Amity Shlaes: We tend to think of market movements as weather. Something you enjoy or endure, but can't do much about.

After all, people born in 1960 or later have seen mostly blue sky in their trading lives. To them, it has all felt like good weather. They know nothing of periods like the 1930s. Then, it seemed like Katrina all the time.

But crashes and recoveries aren't inevitable like weather. Sure, there are business cycles. There are also consequences to actions by administrations, Congress, central bankers and foreign governments.

That was true in '29. Then, bad policy, abroad and here, made a crash into something worse.

Herbert Hoover signed a protectionist tariff, even though he knew better. More than a thousand economists wrote a petition begging him not to, but he still did.

Hoover also raised taxes in a downturn. Bad. He and everyone else got the monetary policy wrong. They thought deflation was inflation, and acted accordingly. Ouch.

Roosevelt said his famous phrase: "The only thing we have to fear is fear itself." But even FDR caused some fear — again, through bad policy. Several New Deal programs were based on crazy ideas — like that the time the shopper spent choosing his chicken at the market slowed recovery.

FDR spent year after year prosecuting business stars who were not criminals — Andrew Mellon and Samuel Insull. No one knew who would be next.

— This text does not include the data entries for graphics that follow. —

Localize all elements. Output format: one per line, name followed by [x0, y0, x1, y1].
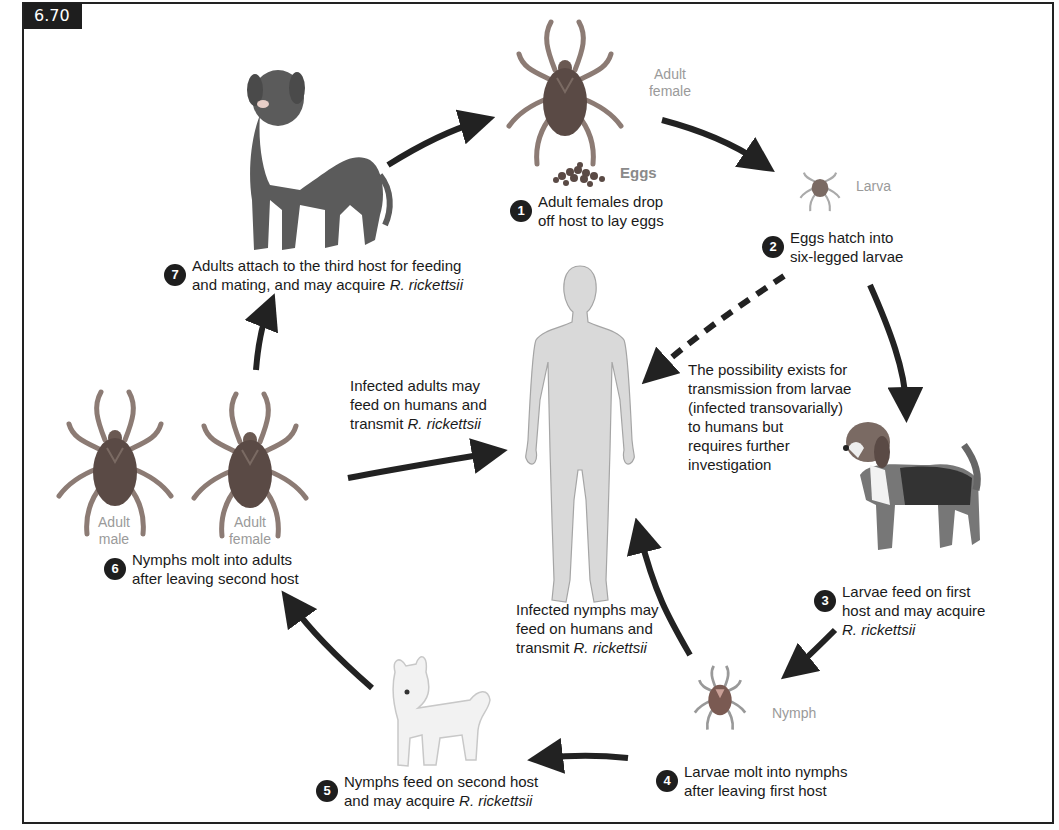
- dashed-arrow-larva-to-human: [655, 276, 784, 372]
- step-6: 6 Nymphs molt into adultsafter leaving s…: [104, 550, 299, 588]
- beagle-first-host: [843, 422, 980, 550]
- arrow-nymph-to-terrier: [545, 756, 628, 758]
- step-badge: 2: [762, 236, 784, 258]
- arrow-dog-to-adult-female: [388, 122, 478, 165]
- step-badge: 5: [316, 780, 338, 802]
- step-7: 7 Adults attach to the third host for fe…: [164, 256, 463, 294]
- adult-female-tick-icon: [509, 22, 621, 164]
- nymph-tick-icon: [695, 666, 745, 730]
- larva-tick-icon: [800, 173, 839, 212]
- label-adult-female-top: Adultfemale: [640, 66, 700, 100]
- step-badge: 3: [814, 590, 836, 612]
- label-adult-male: Adultmale: [84, 514, 144, 548]
- annotation-larvae-to-humans: The possibility exists for transmission …: [688, 360, 851, 474]
- step-4: 4 Larvae molt into nymphsafter leaving f…: [656, 762, 847, 800]
- lifecycle-artwork: [0, 0, 1059, 830]
- label-adult-female-left: Adultfemale: [220, 514, 280, 548]
- eggs-cluster: [553, 162, 605, 187]
- label-nymph: Nymph: [772, 705, 816, 722]
- arrow-terrier-to-adults: [292, 605, 372, 688]
- terrier-second-host: [393, 657, 490, 766]
- adult-male-tick-icon: [59, 392, 171, 534]
- arrow-adults-to-human: [348, 453, 490, 478]
- step-5: 5 Nymphs feed on second hostand may acqu…: [316, 772, 538, 810]
- step-3: 3 Larvae feed on firsthost and may acqui…: [814, 582, 985, 639]
- step-1: 1 Adult females dropoff host to lay eggs: [510, 192, 664, 230]
- step-2: 2 Eggs hatch intosix-legged larvae: [762, 228, 903, 266]
- step-badge: 4: [656, 770, 678, 792]
- label-eggs: Eggs: [620, 164, 657, 181]
- annotation-adults-to-humans: Infected adults may feed on humans and t…: [350, 376, 487, 433]
- step-badge: 7: [164, 264, 186, 286]
- step-badge: 6: [104, 558, 126, 580]
- annotation-nymphs-to-humans: Infected nymphs may feed on humans and t…: [516, 600, 659, 657]
- human-silhouette: [526, 266, 635, 602]
- arrow-larva-to-beagle: [870, 285, 906, 405]
- arrow-adult-to-larva: [662, 120, 760, 162]
- label-larva: Larva: [856, 178, 891, 195]
- arrow-adults-to-big-dog: [256, 310, 268, 370]
- step-badge: 1: [510, 200, 532, 222]
- large-dog-third-host: [247, 70, 390, 250]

The uncertainty kept the Dow low through the decade.

Bad policy can trigger a downturn now, too. Protectionism for China haters, really high taxes in the name of budget balancing — the kind Congress plans to talk about this September. Superfluous prosecution.

The recent crash at least reminds us that it matters what Washington does. On Wall Street, observers are updating Roosevelt's rule. They have a new phrase: "The only thing we have to fear is the lack of fear itself."

Vigeland: Amity Shlaes is the author of a new book on the Great Depression called "The Forgotten Man."